The sections of the book that recount the night itself are moving and devastating. They are told through the experiences of the people involved: some of whom survived it and many who didn’t. They put a human context to the tragedy: the lives, loves, challenges, dreams of those who died or whose lives were changed forever by what happened. What we learned in the cross examinations that followed revealed that the problems extend beyond the construction industry to the heart of our state. How countless opportunities to learn from other fires here and in other parts of the world were lost and how government inaction led to fire regulations that made us an outlier in Europe, allowing the UK to become a dumping ground for sub-standard insulation.

At their heart lies the watering down of building regulations, begun in earnest by Margaret Thatcher 30 years earlier, happily continued by Tony Blair and accelerated by David Cameron, who in a New Year’s Day speech in 2010 brazenly vowed to “wage war against the excessive health and safety culture for good” on behalf of “UK plc”. You may also opt to downgrade to Standard Digital, a robust journalistic offering that fulfils many user’s needs.
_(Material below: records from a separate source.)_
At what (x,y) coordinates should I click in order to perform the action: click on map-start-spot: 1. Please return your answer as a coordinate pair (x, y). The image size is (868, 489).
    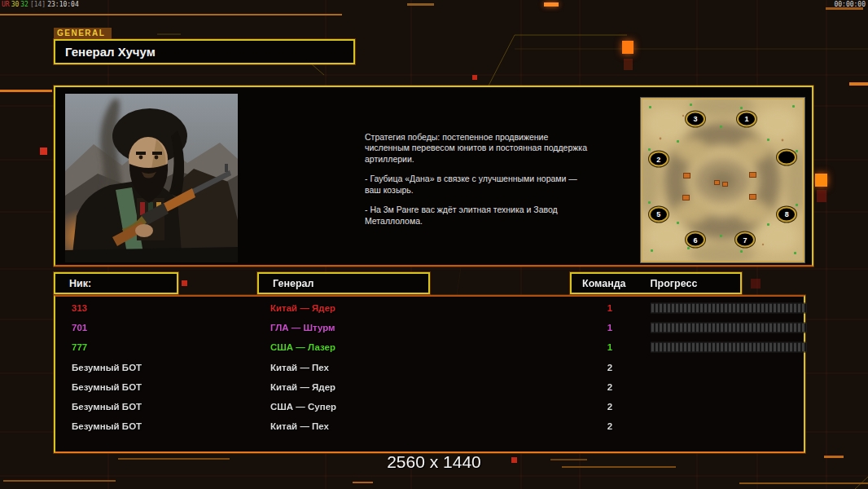
    Looking at the image, I should click on (747, 119).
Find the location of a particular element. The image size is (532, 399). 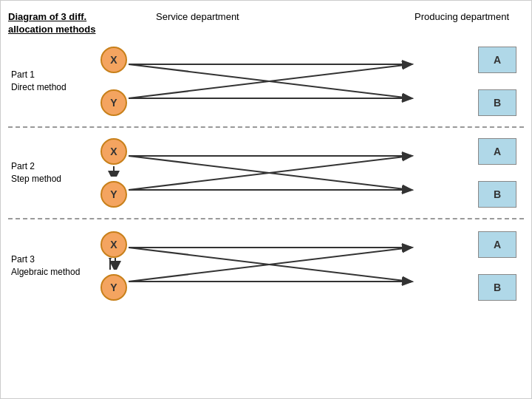

title-block: Diagram of 3 diff. allocation methods is located at coordinates (78, 24).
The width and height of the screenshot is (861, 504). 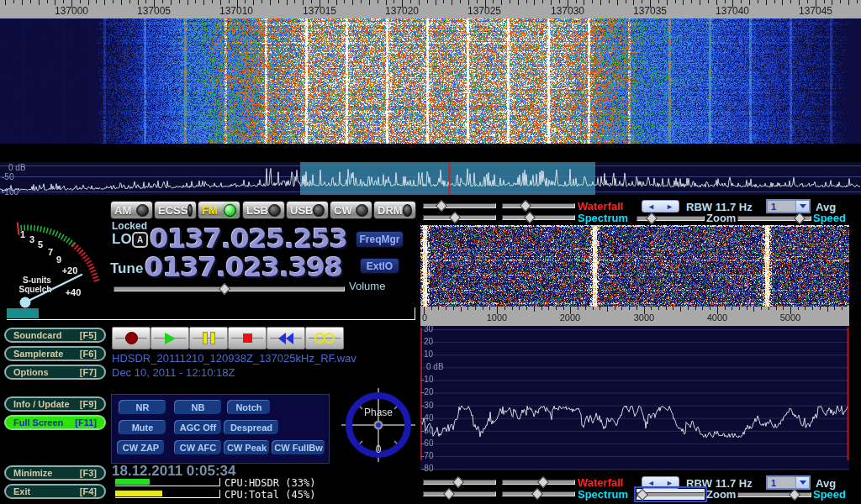 I want to click on main-spectrum-display, so click(x=430, y=178).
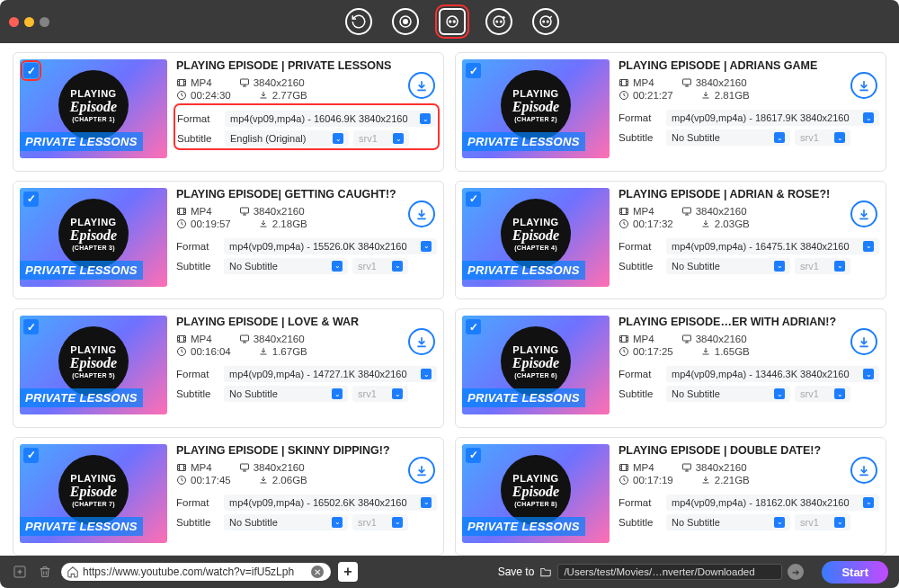 Image resolution: width=899 pixels, height=588 pixels. What do you see at coordinates (516, 572) in the screenshot?
I see `saveto-label: Save to` at bounding box center [516, 572].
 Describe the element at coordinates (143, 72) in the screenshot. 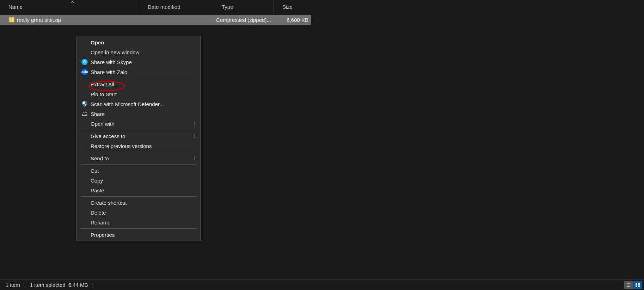

I see `menu-share-zalo-label: Share with Zalo` at that location.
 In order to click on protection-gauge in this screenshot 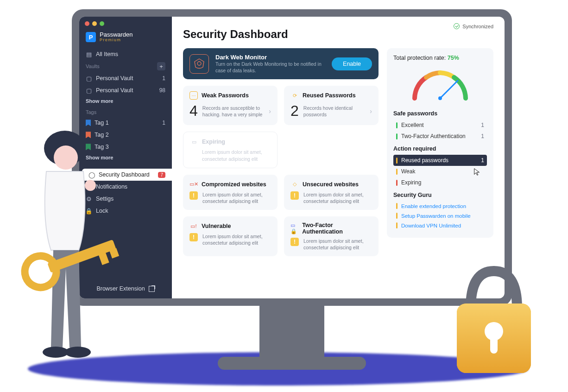, I will do `click(440, 84)`.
Compare Standard and Premium Digital here. The received wisdom, on which decades’ worth of increasingly threadbare regulation and oversight relied, was that flat fires didn’t spread to other flats, and so high-rise residents were always instructed to “stay put” in the event of an emergency. The introduction of combustible insulation and cladding in flat regeneration programmes made that advice lethal. Grenfell was not an accident, but a foretold and carefully planned tragedy, built up for decades. It was prepared through a series of decisions and political or economic games, aiming to maximize profit, thus setting the value of human life below the importance of financial interest. Peter Apps provides a multilateral understanding of the events leading up to the Grenfell disaster, through the revelation of the multitude of factors that led up to it. I first wrote about the fire three days after it occurred, outraged by the Daily Mail headline, which blamed it on "misguided climate change targets." I wrote that it was not about green targets but was "an indictment of plastic and foam in construction." I also worried about the effect it would have on wood construction:

Steve Bloomfield, the Observer’s head of news, said: “Both Shanti and Mark spent many months on incredibly difficult and groundbreaking stories that exposed wrongdoings that would otherwise have remained buried. The Observer is extremely proud of the prize that reflects the results of that hard work.” PDF / EPUB File Name: Show_Me_the_Bodies_How_We_Let_Grenfell_Happen_-_Peter_Apps.pdf, Show_Me_the_Bodies_How_We_Let_Grenfell_Happen_-_Peter_Apps.epub The fire climbed up cladding as flammable as solid petrol. Fire doors failed to self-close. No alarm rang out to warn sleeping residents. As smoke seeped into their homes, all were told to 'stay put'. Many did - and they died. A magnificent book that deftly combines vivid, compelling accounts of the victims of the fire with forensic (but no less engaging) detail on the decades of politics and policy which led up to it. Expect to find yourself crying over details of building regulations you never knew existed – and over the fact that so many of us let shifts in such regulations go unnoticed, to such devastating impact. Show Me the Bodies has the values of The Orwell Prize at its core: it is beautiful writing about a devastating subject that we should all understand. Apps, who lives in London, is a journalist and deputy editor at Inside Housing. Just over a month before the Grenfell fire killed 72 people, he broke a story on the dangers of combustible cladding, and has since followed Grenfell’s public inquiry, which ended in November 2022. The inquiry’s final report has not yet been published.